"PB Grand Prix 02" by Keiichi Tanaami, 1968, Assini-Thomson Collection
Our artist of the week: Keiichi Tanaami
Japan's answer to Andy Warhol or Milton Glaser? A driving force behind post-war Japanese pop art? Or simply one of the most phenomenally successful and versatile artists of all time? It is hard to pigeonhole one of Tokyo's greatest artistic sons, but then, of course it would be - no one can seem to work out whether his legendary status rests most on his work as an illustrator, graphic designer or simply genre-bending fine artist.
Keiichi Tanaami's training for such feats began at a very early stage. Born in 1936 in Tokyo - the eldest son of a textile wholesaler - Tanaami was forced to flee his childhood home with his family in 1942, when World War II visited the city in the form of the first of an eventual one hundred or so firebombing attacks. They periodically rained down until global conflict ceased in August 1945, and the impressionable young Tanaami witnessed them all.
Tanaami soon become well-practised at observing his surroundings, commenting as an adult that his life could be likened to that of a magazine editor, "spent looking about at my surroundings constantly, wandering from place to place, engaging in a wide variety of work along the way." Taking particular prominence in his wartime memories was his grandfather's deformed fish swimming in its tank, which reflected the flashes of the bombs.
The further deterioration of war conditions led to Tanaami and his mother's evacuation to Muikamachi, Niigata, for the remainder of hostilities. From an early age, Tanaami was translating his wartime experiences into creativity on paper, and went on to study as a young adult at Musashino Art University, from which he graduated in the late 1950s. He got a job with an advertising agency, only to quit less than a year later, overwhelmed by the number of private commissions heading his way.
Come the 1960s, Tanaami's creative career truly took off. This was the decade in which he saw success as a graphic designer and illustrator, also becoming involved in the Neo-Dada organisation and experimenting with the then-new video art. Later in that decade, he encountered the works of Andy Warhol on a trip to New York, and duly made the great American his artistic role model. He declared later that "Like Warhol, I decided not to limit myself to one medium, to fine art or design only, but instead to explore many different methods."
The subsequent decades have seen such a philosophy thoroughly borne out by Tanaami, who became the first art director of Playboy magazine's Japanese edition, Monthly Playboy, in 1975. Today, with solo exhibitions and works in private and public collections in his native Tokyo and around the world, to add to a long list of other lofty achievements, the young boy who was transfixed by that deformed goldfish has more than gone on to fulfil his artistic destiny.
What's more, he is still going strong!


ACTION ITEM:
The answer must be a single number: how many lines in the records below contain the word "product".
*** Block opens ***
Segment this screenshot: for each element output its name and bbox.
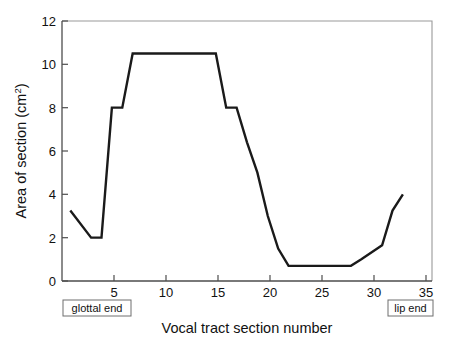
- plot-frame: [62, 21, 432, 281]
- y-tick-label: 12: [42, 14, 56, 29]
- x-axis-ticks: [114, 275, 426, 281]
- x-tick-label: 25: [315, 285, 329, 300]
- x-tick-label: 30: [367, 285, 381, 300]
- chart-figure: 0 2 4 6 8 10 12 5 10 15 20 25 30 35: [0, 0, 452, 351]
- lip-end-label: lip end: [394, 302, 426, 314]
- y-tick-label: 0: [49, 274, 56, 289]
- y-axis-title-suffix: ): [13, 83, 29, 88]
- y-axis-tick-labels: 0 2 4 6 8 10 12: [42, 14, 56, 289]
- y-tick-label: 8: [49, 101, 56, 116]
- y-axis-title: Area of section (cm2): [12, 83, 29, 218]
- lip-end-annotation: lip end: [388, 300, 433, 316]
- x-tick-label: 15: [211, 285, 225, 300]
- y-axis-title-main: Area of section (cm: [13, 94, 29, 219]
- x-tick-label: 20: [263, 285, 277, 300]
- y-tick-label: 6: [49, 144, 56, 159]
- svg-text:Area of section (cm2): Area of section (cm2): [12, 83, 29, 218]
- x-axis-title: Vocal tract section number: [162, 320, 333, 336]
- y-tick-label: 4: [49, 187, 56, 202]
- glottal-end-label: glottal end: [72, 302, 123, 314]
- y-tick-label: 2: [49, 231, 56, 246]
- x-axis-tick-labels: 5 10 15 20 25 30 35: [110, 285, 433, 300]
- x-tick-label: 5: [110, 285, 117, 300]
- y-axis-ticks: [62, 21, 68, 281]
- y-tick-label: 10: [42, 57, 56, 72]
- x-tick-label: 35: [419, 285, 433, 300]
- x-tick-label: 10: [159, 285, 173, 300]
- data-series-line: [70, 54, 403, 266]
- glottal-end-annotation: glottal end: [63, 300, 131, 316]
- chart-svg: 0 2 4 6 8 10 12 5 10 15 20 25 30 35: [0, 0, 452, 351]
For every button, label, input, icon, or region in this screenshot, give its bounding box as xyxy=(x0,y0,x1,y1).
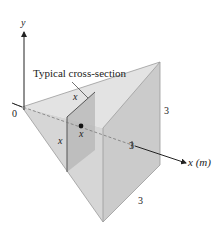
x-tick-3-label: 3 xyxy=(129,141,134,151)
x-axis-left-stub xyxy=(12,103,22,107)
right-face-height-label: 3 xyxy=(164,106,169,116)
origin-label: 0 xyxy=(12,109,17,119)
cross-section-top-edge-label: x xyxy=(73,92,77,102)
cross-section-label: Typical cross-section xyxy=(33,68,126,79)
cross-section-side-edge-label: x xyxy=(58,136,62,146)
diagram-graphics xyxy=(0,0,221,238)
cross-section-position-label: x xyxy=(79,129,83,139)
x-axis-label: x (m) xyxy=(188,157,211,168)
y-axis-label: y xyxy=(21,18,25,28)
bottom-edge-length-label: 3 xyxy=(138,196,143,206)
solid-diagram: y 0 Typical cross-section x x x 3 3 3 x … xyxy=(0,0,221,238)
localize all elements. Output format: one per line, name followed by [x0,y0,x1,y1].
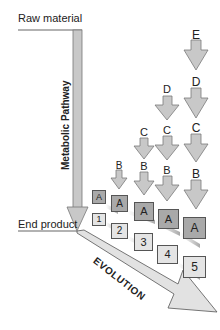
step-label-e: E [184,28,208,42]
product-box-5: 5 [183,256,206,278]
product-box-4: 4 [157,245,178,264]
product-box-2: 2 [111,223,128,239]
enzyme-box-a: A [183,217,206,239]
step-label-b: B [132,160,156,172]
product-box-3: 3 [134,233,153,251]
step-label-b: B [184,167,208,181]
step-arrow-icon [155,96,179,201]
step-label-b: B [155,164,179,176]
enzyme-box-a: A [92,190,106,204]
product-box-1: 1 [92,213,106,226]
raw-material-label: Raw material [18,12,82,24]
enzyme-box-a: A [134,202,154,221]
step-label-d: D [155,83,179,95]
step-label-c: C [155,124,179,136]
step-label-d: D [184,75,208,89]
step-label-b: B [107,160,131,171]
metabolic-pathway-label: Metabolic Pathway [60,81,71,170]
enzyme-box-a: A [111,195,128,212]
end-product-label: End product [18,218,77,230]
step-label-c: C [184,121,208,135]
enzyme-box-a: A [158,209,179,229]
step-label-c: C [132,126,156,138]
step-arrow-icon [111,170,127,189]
*** Block closes ***
PROBLEM SOLUTION:
6